Published: 08 Sep 2011 16:00 GMT+02:00 | Print version
Updated: 26 Sep 2011 15:24 GMT+02:00
Over half of all Norway’s 335,000 companies hiked their budgets for information technology, or IT, in 2011, according to a study commissioned by some of Norway’s 500 largest private and state companies.
Most, or nearly 80 percent, answered a study by saying their 2011 IT spend was aimed at growth — nearly double the number that used the “G” word in last year’s survey.
The study IT i Praksis presented by the Norwegian Computer Society and conducted by Rambøll Management Consulting with funding from newly merged EDB Edergo Group, also showed that business rarely stuck to its IT spending limits, with half of all budgets burst or never spent. Likewise, 14 percent of companies surveyed said their budgets were 14 percent lower in 2011, year-on-year.
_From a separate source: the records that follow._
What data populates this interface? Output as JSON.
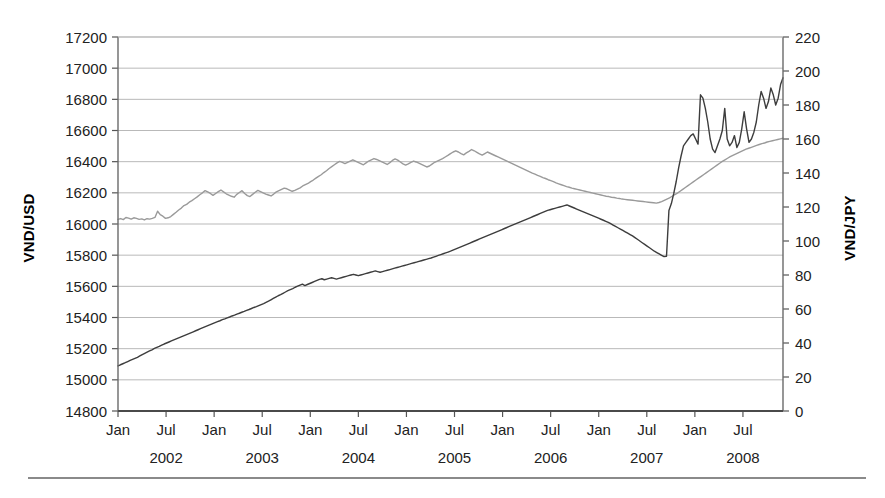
{
  "chart_data": {
    "type": "line",
    "title": "",
    "subtitle": "",
    "xlabel": "",
    "ylabel": "VND/USD",
    "y2label": "VND/JPY",
    "ylim": [
      14800,
      17200
    ],
    "ytick_step": 200,
    "y2lim": [
      0,
      220
    ],
    "y2tick_step": 20,
    "grid": true,
    "legend": "none",
    "x_tick_labels": [
      "Jan",
      "Jul",
      "Jan",
      "Jul",
      "Jan",
      "Jul",
      "Jan",
      "Jul",
      "Jan",
      "Jul",
      "Jan",
      "Jul",
      "Jan",
      "Jul"
    ],
    "year_labels": [
      "2002",
      "2003",
      "2004",
      "2005",
      "2006",
      "2007",
      "2008"
    ],
    "x_range_start": "2002-01",
    "x_range_end": "2008-12",
    "yticks": [
      "14800",
      "15000",
      "15200",
      "15400",
      "15600",
      "15800",
      "16000",
      "16200",
      "16400",
      "16600",
      "16800",
      "17000",
      "17200"
    ],
    "y2ticks": [
      "0",
      "20",
      "40",
      "60",
      "80",
      "100",
      "120",
      "140",
      "160",
      "180",
      "200",
      "220"
    ],
    "series": [
      {
        "name": "VND/USD",
        "axis": "left",
        "color": "#9a9a9a",
        "unit": "VND/USD",
        "values": [
          16030,
          16035,
          16028,
          16042,
          16038,
          16031,
          16040,
          16036,
          16030,
          16033,
          16026,
          16034,
          16031,
          16036,
          16042,
          16082,
          16060,
          16050,
          16036,
          16040,
          16048,
          16062,
          16075,
          16090,
          16102,
          16118,
          16126,
          16140,
          16150,
          16162,
          16174,
          16188,
          16200,
          16214,
          16206,
          16196,
          16184,
          16196,
          16208,
          16218,
          16206,
          16194,
          16186,
          16178,
          16172,
          16190,
          16202,
          16214,
          16196,
          16182,
          16176,
          16190,
          16204,
          16216,
          16208,
          16200,
          16192,
          16186,
          16180,
          16192,
          16206,
          16214,
          16222,
          16230,
          16226,
          16218,
          16210,
          16216,
          16224,
          16232,
          16244,
          16252,
          16260,
          16272,
          16282,
          16294,
          16306,
          16316,
          16330,
          16342,
          16356,
          16368,
          16380,
          16392,
          16402,
          16396,
          16388,
          16396,
          16404,
          16412,
          16404,
          16396,
          16388,
          16380,
          16392,
          16404,
          16412,
          16420,
          16414,
          16406,
          16398,
          16390,
          16382,
          16394,
          16408,
          16418,
          16410,
          16398,
          16386,
          16378,
          16386,
          16396,
          16404,
          16398,
          16390,
          16382,
          16374,
          16366,
          16372,
          16384,
          16396,
          16404,
          16412,
          16420,
          16430,
          16440,
          16452,
          16462,
          16470,
          16462,
          16452,
          16444,
          16456,
          16466,
          16478,
          16470,
          16460,
          16450,
          16442,
          16452,
          16462,
          16454,
          16446,
          16438,
          16430,
          16422,
          16414,
          16406,
          16398,
          16390,
          16382,
          16374,
          16366,
          16358,
          16350,
          16342,
          16334,
          16326,
          16320,
          16312,
          16306,
          16298,
          16292,
          16284,
          16278,
          16272,
          16264,
          16258,
          16252,
          16246,
          16240,
          16236,
          16230,
          16226,
          16222,
          16218,
          16214,
          16210,
          16206,
          16202,
          16198,
          16194,
          16190,
          16186,
          16182,
          16178,
          16176,
          16172,
          16170,
          16166,
          16164,
          16160,
          16158,
          16156,
          16154,
          16152,
          16150,
          16148,
          16146,
          16144,
          16142,
          16140,
          16138,
          16136,
          16134,
          16138,
          16144,
          16152,
          16160,
          16168,
          16178,
          16188,
          16198,
          16210,
          16222,
          16234,
          16246,
          16258,
          16270,
          16282,
          16294,
          16306,
          16318,
          16330,
          16342,
          16354,
          16366,
          16378,
          16390,
          16402,
          16412,
          16422,
          16432,
          16440,
          16448,
          16456,
          16464,
          16472,
          16480,
          16486,
          16492,
          16498,
          16504,
          16510,
          16516,
          16520,
          16526,
          16530,
          16534,
          16538,
          16542,
          16546,
          16550
        ]
      },
      {
        "name": "VND/JPY",
        "axis": "right",
        "color": "#3d3d3d",
        "unit": "VND/JPY",
        "values": [
          26.5,
          27.2,
          27.8,
          28.4,
          29.1,
          29.8,
          30.4,
          31.0,
          31.6,
          32.4,
          33.2,
          33.9,
          34.6,
          35.3,
          36.0,
          36.8,
          37.4,
          38.0,
          38.7,
          39.4,
          40.0,
          40.6,
          41.2,
          41.8,
          42.4,
          43.0,
          43.6,
          44.2,
          44.8,
          45.4,
          46.0,
          46.6,
          47.2,
          47.8,
          48.4,
          49.0,
          49.6,
          50.2,
          50.8,
          51.4,
          52.0,
          52.6,
          53.1,
          53.7,
          54.2,
          54.8,
          55.3,
          55.9,
          56.4,
          57.0,
          57.5,
          58.1,
          58.6,
          59.2,
          59.7,
          60.3,
          60.9,
          61.4,
          62.0,
          62.6,
          63.2,
          63.9,
          64.6,
          65.4,
          66.2,
          67.0,
          67.8,
          68.4,
          69.2,
          70.0,
          70.8,
          71.4,
          72.0,
          72.8,
          73.4,
          74.0,
          74.6,
          73.8,
          74.4,
          75.0,
          75.6,
          76.2,
          76.8,
          77.4,
          77.8,
          77.2,
          77.6,
          78.0,
          78.4,
          78.0,
          77.6,
          78.0,
          78.4,
          78.8,
          79.2,
          79.6,
          80.0,
          80.4,
          80.0,
          79.6,
          80.0,
          80.4,
          80.8,
          81.2,
          81.6,
          82.0,
          82.4,
          82.0,
          81.6,
          82.0,
          82.4,
          82.8,
          83.2,
          83.6,
          84.0,
          84.4,
          84.8,
          85.2,
          85.6,
          86.0,
          86.4,
          86.8,
          87.2,
          87.6,
          88.0,
          88.4,
          88.8,
          89.2,
          89.6,
          90.0,
          90.5,
          91.0,
          91.5,
          92.0,
          92.5,
          93.0,
          93.5,
          94.0,
          94.6,
          95.2,
          95.8,
          96.4,
          97.0,
          97.6,
          98.2,
          98.8,
          99.4,
          100.0,
          100.6,
          101.2,
          101.8,
          102.4,
          103.0,
          103.6,
          104.2,
          104.8,
          105.4,
          106.0,
          106.6,
          107.2,
          107.8,
          108.4,
          109.0,
          109.6,
          110.2,
          110.8,
          111.4,
          112.0,
          112.6,
          113.2,
          113.8,
          114.4,
          115.0,
          115.6,
          116.2,
          116.8,
          117.4,
          118.0,
          118.4,
          118.8,
          119.2,
          119.6,
          120.0,
          120.4,
          120.8,
          121.2,
          120.6,
          120.0,
          119.4,
          118.8,
          118.2,
          117.6,
          117.0,
          116.4,
          115.8,
          115.2,
          114.6,
          114.0,
          113.4,
          112.8,
          112.2,
          111.6,
          111.0,
          110.2,
          109.4,
          108.6,
          107.8,
          107.0,
          106.2,
          105.4,
          104.6,
          103.8,
          103.0,
          102.0,
          101.0,
          100.0,
          99.0,
          98.0,
          97.0,
          96.0,
          95.0,
          94.0,
          93.2,
          92.4,
          91.6,
          90.8,
          91.0,
          118.0,
          122.0,
          128.0,
          135.0,
          143.0,
          150.0,
          156.0,
          158.0,
          160.0,
          162.0,
          163.0,
          160.0,
          157.0,
          186.0,
          184.0,
          178.0,
          170.0,
          160.0,
          154.0,
          152.0,
          156.0,
          160.0,
          165.0,
          178.0,
          160.0,
          156.0,
          158.0,
          162.0,
          155.0,
          158.0,
          166.0,
          176.0,
          166.0,
          158.0,
          160.0,
          164.0,
          170.0,
          180.0,
          188.0,
          184.0,
          178.0,
          182.0,
          190.0,
          186.0,
          180.0,
          184.0,
          192.0,
          196.0
        ]
      }
    ]
  }
}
Some thought controversial cloud computing, or “software as a service” (not a product we buy) was the reason for more spending.
“The last 12 months have seen growth that has outstripped many people’s expectation by a surprisingly wide margin,” said EDB chief exec Terje Mjøs.
He also warned that at least Denmark was now coming to grips with security of information issues to do with storing all our information with software makers rather than on the software we “bring home in a box”.
Meanwhile, one in two Norwegians works for the state, and the study was aimed at mapping trends in state enterprise as well as the private sector. Most IT budgets in both types of organizations were said to be aimed at “new projects”.
Companies owned in part by one of the two levels of government, mostly state or municipal, generally spent less on new IT, with just 41 percent saying they hiked their 2011 budgets.
Inline with stereotypes, perhaps, government-owned or run entities replied that they had spent 27 percent more than planned. Entirely private businesses reported spending 37 percent less than budgeted.
Norway’s tens of billions of oil dollars — just 3 million adults toying with the wealth neighbour Russia shares between 150 million people and six time zones — has been a torrent of funding for all sorts of municipal enterprise. While villages have hired philharmonics with stately, trickle-down cultural funding, municipalities are establishing internet service providers in control of families’ TV, internet and telephone services.
Some of those municipally owned IT companies were raking in money. The study revealed a 21 percent leap, with some 37 percent of businesses having bought new software as a service rather than as a product.
The expense saved on shipping and production has further swelled public coffers for those local governments involved in IT enterprises.